People before Highways
Boston Activists, Urban Planners, and a New Movement for City Making
University of Massachusetts Press
In 1948, inspired by changes to federal law, Massachusetts government officials started hatching a plan to build multiple highways circling and cutting through the heart of Boston, making steady progress through the 1950s. But when officials began to hold public hearings in 1960, as it became clear what this plan would entail—including a disproportionate impact on poor communities of color—the people pushed back. Activists, many with experience in the civil rights and antiwar protests, began to organize.
Linking archival research, ethnographic fieldwork, and oral history, Karilyn Crockett in People before Highways offers ground-level analysis of the social, political, and environmental significance of a local anti-highway protest and its lasting national implications. The story of how an unlikely multiracial coalition of urban and suburban residents, planners, and activists emerged to stop an interstate highway is one full of suspenseful twists and surprises, including for the actors themselves. And yet, the victory and its aftermath are undeniable: federally funded mass transit expansion, a linear central city park, and a highway-less urban corridor that serves as a daily reminder of the power and efficacy of citizen-led city making.
Linking archival research, ethnographic fieldwork, and oral history, Karilyn Crockett in People before Highways offers ground-level analysis of the social, political, and environmental significance of a local anti-highway protest and its lasting national implications. The story of how an unlikely multiracial coalition of urban and suburban residents, planners, and activists emerged to stop an interstate highway is one full of suspenseful twists and surprises, including for the actors themselves. And yet, the victory and its aftermath are undeniable: federally funded mass transit expansion, a linear central city park, and a highway-less urban corridor that serves as a daily reminder of the power and efficacy of citizen-led city making.

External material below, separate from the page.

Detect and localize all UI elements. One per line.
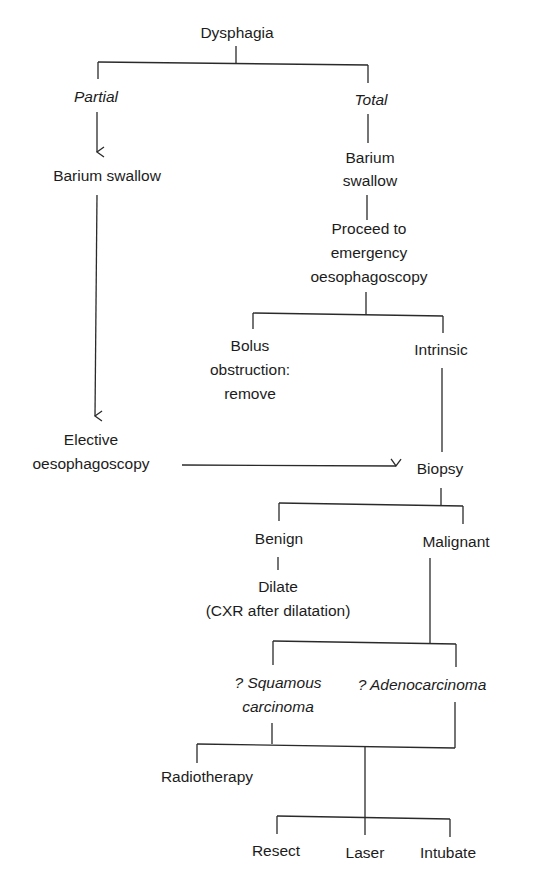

The author's original oral histories and extensive archival research make a major contribution of knowledge about a fascinating coalition of grassroots groups and radical professionals that stopped a major highway and helped institute a more participatory and democratic form of urban planning.'—Tamar Carroll, author of Mobilizing New York: AIDS, Anti-Poverty, and Feminist Activism
'[A] tightly woven tale that reminds us of the strength of people to make change, and the collaborative nature of what it means to build a city.'—Boston Globe
'People before Highways offers insight into the changing social and political values of the era and underscores the cumulative impact of the many small, community-based efforts that shaped today's city.'—The New England Quarterly
'It is Crockett's deep research in dispersed archives, damp basements, and oral history interviews that have brought these little-known stories to light . . . Her account shows the power of the diverse community-based movements of the 1970s as drivers of social, economic, and environmental change and as an effective challenge to the elite-led, technocratic system of urban planning.'—Historical Journal of Massachusetts
'People before Highways is well written, and its argument is supported by archival ducuments and personal interviews . . . Historians will find [it] to be a valuable addition to the literature on citizen revolts of the 1960s and especially so because it connects the era's antihighway campaigns to the community and black power movements.'—Journal of American History
Karilyn Crockett is an independent scholar and director of Economic Policy & Research for the City of Boston. She holds a PhD in American studies from Yale University.